Shares of Satellogic V Inc (SATL) plunged 10.9% to $6.22 Monday after the satellite-imagery company disclosed that CFO Rick Dunn will step down following a transition period. The departure strips the company of its top financial executive at a critical juncture — just weeks after it booked its largest defense contract to date and while it still burns cash on an ambitious satellite constellation buildout.

• A Seven-Year CFO Exits With No Named Successor. Satellogic announced Monday that Dunn will leave following a mutually agreed transition period.

The company has begun a search for his successor but has not named an interim or finalist. Dunn brought over 25 years of financial leadership and was originally hired in 2019 to steer the company through its commercial scale-up. Upon departure, he will receive six months of base salary, COBRA expenses, and full acceleration of all outstanding restricted stock unit awards — a generous exit package that suggests this was negotiated, not sudden. The open CFO seat creates an oversight vacuum for a company that still carries large ongoing losses, negative free cash flow, and negative equity.

• The Timing Couldn't Be Worse for Contract Execution. Satellogic recently secured a one-year contract worth more than $18 million with an international defense customer , and it signed a separate $12 million satellite delivery agreement earlier this spring, ending Q1 with $121.9 million in cash. Converting backlog into revenue requires tight financial discipline. The company reports a $65.1 million noncancelable backlog and a pipeline exceeding $1 billion in opportunities. A CFO transition mid-conversion cycle raises questions about billing, cost controls, and capital allocation precisely when execution matters most.

• The Stock Was Already Sliding Before This News. SATL has fallen roughly 28% from its June 2 close of $8.68 to today's $6.22, erasing a chunk of the rally that followed the SpaceX IPO filing euphoria. InvestingPro currently identifies Satellogic as overvalued based on its Fair Value analysis , and one model pegs fair value at just $5.75 per share. At $6.22, the stock is already nearing that floor.

• Analysts Still See Upside — But the Thesis Now Carries More Risk. Wall Street's median price target sits at $10.00, with a range of $8.90 to $15.00.

Q1 revenue hit $6.1 million, up 80% year-over-year, and operating losses improved by 33%. Those numbers justified bullish calls before the CFO exit. Now, investors heading into upcoming conferences in London and New York will want one thing above all: a name and a timeline for the next finance chief.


Work instruction →
Please, could you print all the lines below exactly, leaving out the pictures?

::::

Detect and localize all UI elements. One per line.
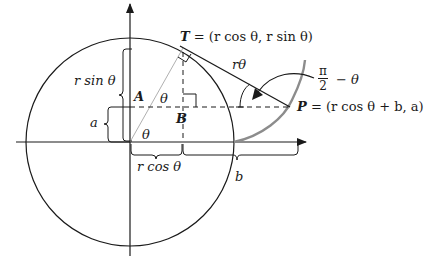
point-a-label: A — [134, 90, 144, 103]
angle-rest-label: − θ — [336, 73, 359, 86]
b-label: b — [235, 170, 243, 183]
brace-r-cos-theta — [131, 144, 182, 159]
brace-b — [183, 144, 298, 160]
theta-origin-label: θ — [142, 128, 150, 141]
angle-fraction: π 2 — [318, 65, 328, 92]
t-letter: T — [180, 29, 190, 44]
theta-a-label: θ — [160, 92, 168, 105]
right-angle-marker-b — [183, 94, 196, 107]
point-p-label: P = (r cos θ + b, a) — [297, 100, 424, 113]
p-coords: = (r cos θ + b, a) — [311, 99, 424, 114]
point-t-label: T = (r cos θ, r sin θ) — [180, 30, 313, 43]
involute-curve — [234, 60, 305, 142]
r-theta-label: rθ — [232, 58, 246, 71]
fraction-numerator: π — [318, 65, 328, 79]
point-b-label: B — [176, 112, 187, 125]
right-angle-marker-t — [178, 54, 191, 62]
arrowhead-icon — [252, 88, 263, 100]
t-coords: = (r cos θ, r sin θ) — [194, 29, 313, 44]
p-letter: P — [297, 99, 307, 114]
brace-a — [104, 107, 130, 142]
r-sin-theta-label: r sin θ — [74, 74, 116, 87]
r-cos-theta-label: r cos θ — [137, 160, 181, 173]
a-label: a — [90, 116, 98, 129]
angle-arc-p — [240, 84, 250, 107]
curved-arrow — [258, 74, 314, 92]
fraction-denominator: 2 — [318, 79, 328, 92]
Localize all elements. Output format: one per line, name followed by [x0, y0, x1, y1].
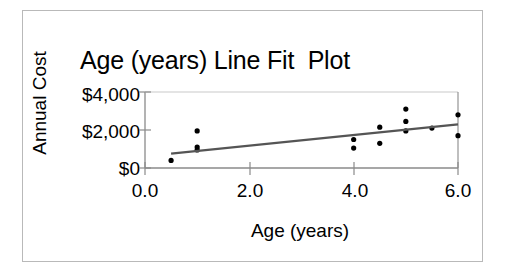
trendline-series [171, 124, 458, 153]
scatter-series [168, 107, 460, 163]
data-series-layer [168, 107, 460, 163]
axes-group [139, 92, 458, 175]
data-point [377, 125, 382, 130]
data-point [455, 112, 460, 117]
data-point [403, 107, 408, 112]
plot-area [0, 0, 509, 276]
data-point [403, 119, 408, 124]
data-point [168, 158, 173, 163]
data-point [351, 137, 356, 142]
data-point [377, 141, 382, 146]
data-point [455, 133, 460, 138]
data-point [195, 128, 200, 133]
figure: Age (years) Line Fit Plot Annual Cost Ag… [0, 0, 509, 276]
trendline [171, 124, 458, 153]
data-point [351, 145, 356, 150]
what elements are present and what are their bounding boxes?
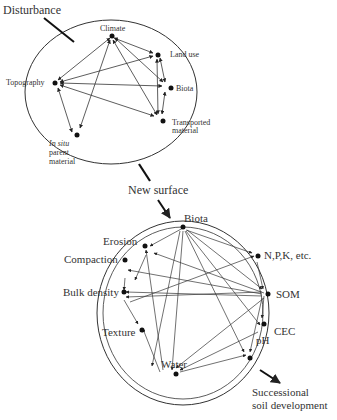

::::

Solution →
Detect and localize all UI elements. One per line.
point-a-label: A — [134, 90, 144, 103]
angle-rest-label: − θ — [336, 73, 359, 86]
b-label: b — [235, 170, 243, 183]
brace-r-cos-theta — [131, 144, 182, 159]
brace-b — [183, 144, 298, 160]
theta-origin-label: θ — [142, 128, 150, 141]
angle-fraction: π 2 — [318, 65, 328, 92]
t-letter: T — [180, 29, 190, 44]
theta-a-label: θ — [160, 92, 168, 105]
right-angle-marker-b — [183, 94, 196, 107]
point-p-label: P = (r cos θ + b, a) — [297, 100, 424, 113]
p-coords: = (r cos θ + b, a) — [311, 99, 424, 114]
point-t-label: T = (r cos θ, r sin θ) — [180, 30, 313, 43]
involute-curve — [234, 60, 305, 142]
r-theta-label: rθ — [232, 58, 246, 71]
fraction-numerator: π — [318, 65, 328, 79]
point-b-label: B — [176, 112, 187, 125]
right-angle-marker-t — [178, 54, 191, 62]
arrowhead-icon — [252, 88, 263, 100]
t-coords: = (r cos θ, r sin θ) — [194, 29, 313, 44]
p-letter: P — [297, 99, 307, 114]
brace-a — [104, 107, 130, 142]
r-sin-theta-label: r sin θ — [74, 74, 116, 87]
r-cos-theta-label: r cos θ — [137, 160, 181, 173]
a-label: a — [90, 116, 98, 129]
angle-arc-p — [240, 84, 250, 107]
curved-arrow — [258, 74, 314, 92]
fraction-denominator: 2 — [318, 79, 328, 92]
Localize all elements. Output format: one per line, name followed by [x0, y0, x1, y1].
trendline-series [171, 124, 458, 153]
scatter-series [168, 107, 460, 163]
data-series-layer [168, 107, 460, 163]
axes-group [139, 92, 458, 175]
data-point [377, 125, 382, 130]
data-point [455, 112, 460, 117]
data-point [403, 107, 408, 112]
plot-area [0, 0, 509, 276]
data-point [403, 119, 408, 124]
data-point [168, 158, 173, 163]
data-point [351, 137, 356, 142]
data-point [377, 141, 382, 146]
data-point [455, 133, 460, 138]
data-point [195, 128, 200, 133]
figure: Age (years) Line Fit Plot Annual Cost Ag… [0, 0, 509, 276]
trendline [171, 124, 458, 153]
data-point [351, 145, 356, 150]
what elements are present and what are their bounding boxes?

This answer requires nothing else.